Brazed plate heat exchangers (BPHE) rely on a filler metal to permanently bond stainless-steel plates together under vacuum or controlled atmosphere. The choice of brazing material determines the exchanger’s temperature resistance, corrosion behavior, and application suitability.

| Aspect | Copper Brazing | Stainless-Steel (Nickel) Brazing |
|---|---|---|
| Typical filler | Pure copper or Cu-based alloy | Nickel-based or iron-nickel alloy |
| Brazing temperature | ~1080°C | 1100–1200°C |
| Base material | AISI 304/316L | AISI 316L, duplex, or high-alloy steels |
| Corrosion resistance | Good for neutral/non-aggressive media | Excellent for corrosive or chloride-rich fluids |
| Mechanical strength | Moderate; limited in higher-temperature duty | Higher; stable in higher-temperature duty |
| Thermal conductivity | Very high (Cu ≈ 390 W/m·K) | Lower (Ni ≈ 90 W/m·K) but reliable at higher temperature |
| Cost | Economical | Higher due to alloy + process complexity |
| Copper-Brazed Units | Nickel-Brazed Units |
|---|---|
| Heat pumps & chillers | Ammonia evaporators & condensers |
| Domestic water heating | Seawater coolers & brine systems |
| Oil coolers & compressor intercoolers | Chemical & food process equipment |
| Refrigeration systems (R410A, R134a) | HFO refrigeration systems |
Copper and stainless-steel (nickel) brazing each solve different engineering problems. Copper brazing is efficient and economical for standard HVAC duty, while nickel/stainless brazing improves reliability under aggressive chemistry and higher temperature. The best choice is the one that matches your real medium, operating envelope, and lifecycle cost target.
No. Copper may react with ammonia and can degrade over time. For ammonia systems, nickel-brazed heat exchangers are typically recommended.
Yes, especially at higher temperatures. Nickel-based brazing alloys maintain mechanical stability better under elevated temperature conditions.
Copper has higher thermal conductivity (≈390 W/m·K) than nickel alloys (≈90 W/m·K). However, overall performance also depends on plate design and flow conditions—not only filler material.
Nickel-brazed heat exchangers are generally preferred because chlorides can accelerate corrosion risk for copper-brazed units in marine service.
Yes. Nickel alloy filler materials and higher process complexity increase cost. In corrosive or high-risk services, longer service life often justifies the investment.
Pressure capability depends on plate thickness and construction, not only brazing material. Always confirm the rating for the exact model and conditions.
Not exactly. Nickel-brazed BPHE uses stainless-steel plates bonded by a nickel-based alloy. Diffusion-bonded or fusion-bonded exchangers are different technologies.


= Task brief =
Working from the entries that follow, transcribe exactly and only the lines from the one with "top=y1, right=x2, bottom=y2)." through the last, pictures excluded.

───── Dataset ─────

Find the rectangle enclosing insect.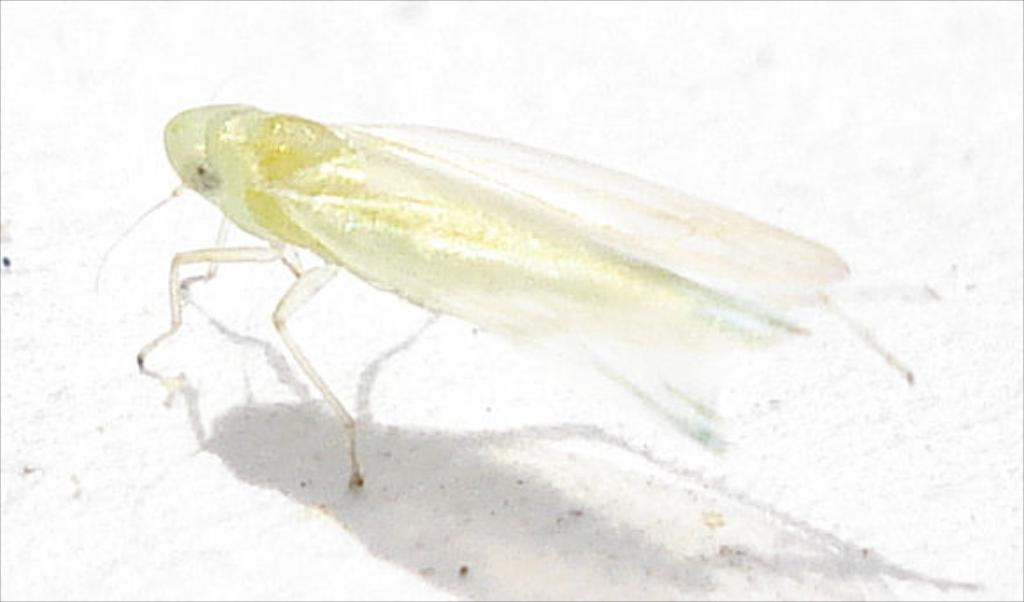
bbox(104, 98, 945, 488).
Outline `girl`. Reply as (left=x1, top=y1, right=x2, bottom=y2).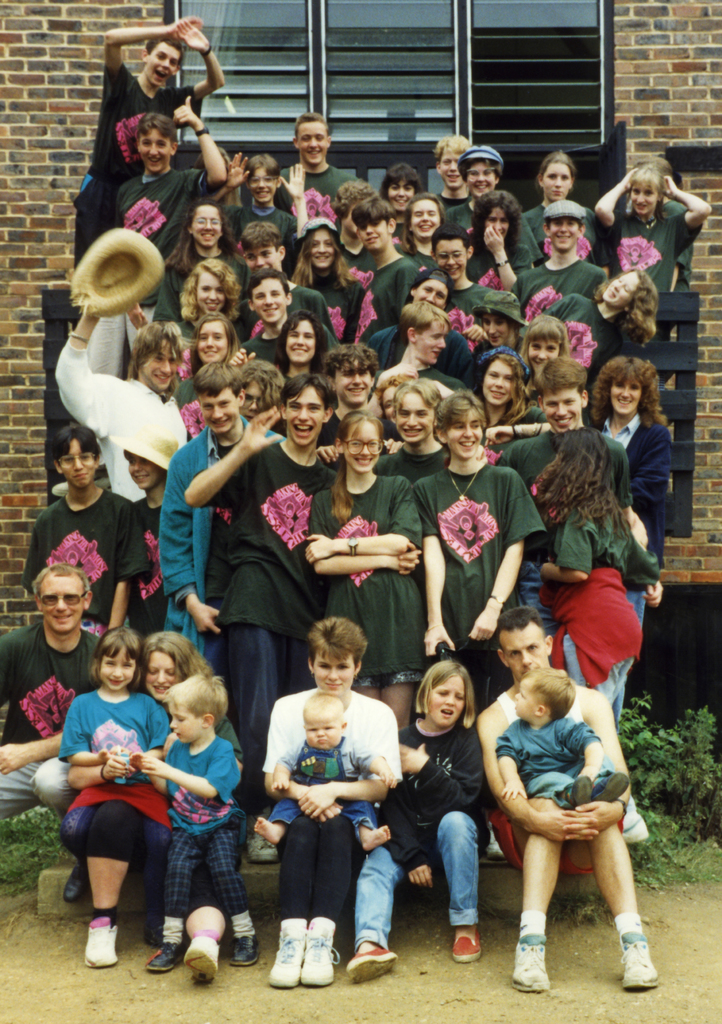
(left=518, top=314, right=571, bottom=381).
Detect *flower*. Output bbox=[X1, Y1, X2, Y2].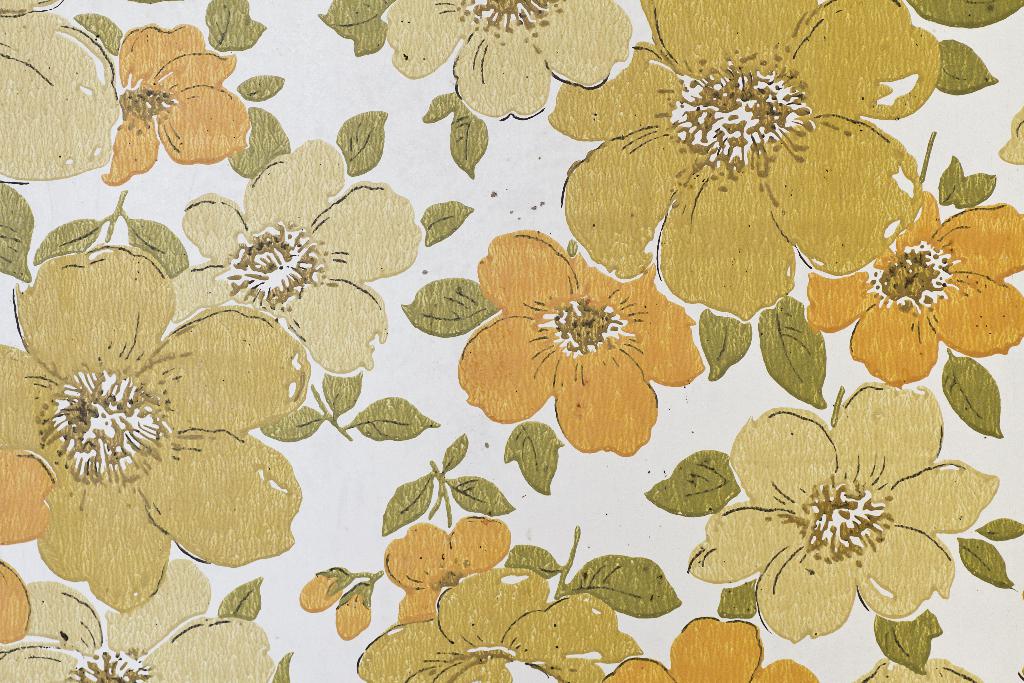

─────

= Your solution =
Outline `girl`. Reply as (left=x1, top=y1, right=x2, bottom=y2).
(left=518, top=314, right=571, bottom=381).
Detect *flower*. Output bbox=[X1, Y1, X2, Y2].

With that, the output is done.